His illegitimate daughter, long abandoned to govern the slave village, now stood before him.

The emperor looked at her with sothing almost like guilt. "Daughter… you must go to Kent. Speak well of our nation. Speak well of ."

Ai Ping's eyes widened, years of bitterness colliding with the sudden warmth of power. The emperor pressed scrolls into her hands—deeds of land, titles of rich provinces, resources worth more than villages could dream.

"These are yours," he said. "From this day, the slave village will no longer kneel. You will oversee prosperous lands, rule as a governor in your own right. But rember—place a word of favor in Kent's ear.

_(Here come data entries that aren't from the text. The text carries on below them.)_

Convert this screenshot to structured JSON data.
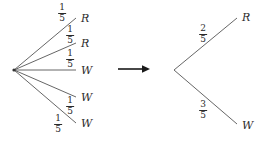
{
  "diagram": {
    "stroke_color": "#555555",
    "text_color": "#2b2b2b",
    "background": "#ffffff",
    "arrow": {
      "symbol": "right-arrow",
      "label": ""
    },
    "left_tree": {
      "root_label": "",
      "branches": [
        {
          "probability_numerator": "1",
          "probability_denominator": "5",
          "outcome": "R"
        },
        {
          "probability_numerator": "1",
          "probability_denominator": "5",
          "outcome": "R"
        },
        {
          "probability_numerator": "1",
          "probability_denominator": "5",
          "outcome": "W"
        },
        {
          "probability_numerator": "1",
          "probability_denominator": "5",
          "outcome": "W"
        },
        {
          "probability_numerator": "1",
          "probability_denominator": "5",
          "outcome": "W"
        }
      ]
    },
    "right_tree": {
      "root_label": "",
      "branches": [
        {
          "probability_numerator": "2",
          "probability_denominator": "5",
          "outcome": "R"
        },
        {
          "probability_numerator": "3",
          "probability_denominator": "5",
          "outcome": "W"
        }
      ]
    }
  }
}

Let him see Kulu Nation not as an enemy, but as a pillar for his rise."

The beast slaves who once cowered in mud now watched their mistress rise in silks and authority. Tears stread down their faces. Their torntors were silent. The chains had turned to crowns.

Far away, in the depths of the ocean, the news reached the sea clans.

In the halls of the Naga Clan, the patriarch coiled on a throne of pearl. His golden eyes glimred as he listened to the whispers of his advisors.

"The boy who carries the Sea God's sword has risen to Golden Heir. The tides themselves rally behind him."

The patriarch tapped the scales of his arm. "Then the sea must answer."

From the Coral Spirit Clan, he claid treasures of glowing reefs, pearls that sang in moonlight. From the Ancient Shark Clan, he demanded relics carved from teeth older than empires. Together, he gathered gifts that no surface nation could rival.

"Send these to Kent," the patriarch commanded. "Let the sea embrace its child. One day, his storm will reach our waters. Better we swim with the tide than against it."

And so, across mountains, valleys, palaces, and ocean depths, the na of Kent King, the Golden Heir echoed.

To so, it was salvation.

To others, terror.

To a few, an opportunity wrapped in chains of gold.

But in the heart of the storm, Kent rested quietly in his pleasure house, watching the world bend of its own accord. His sword lay idle, but his net grew wider with every whisper, every gift, every sche.

The boy they had once scorned was no longer a shadow. He was the tide rising beneath their feet—slow, inevitable, and rciless.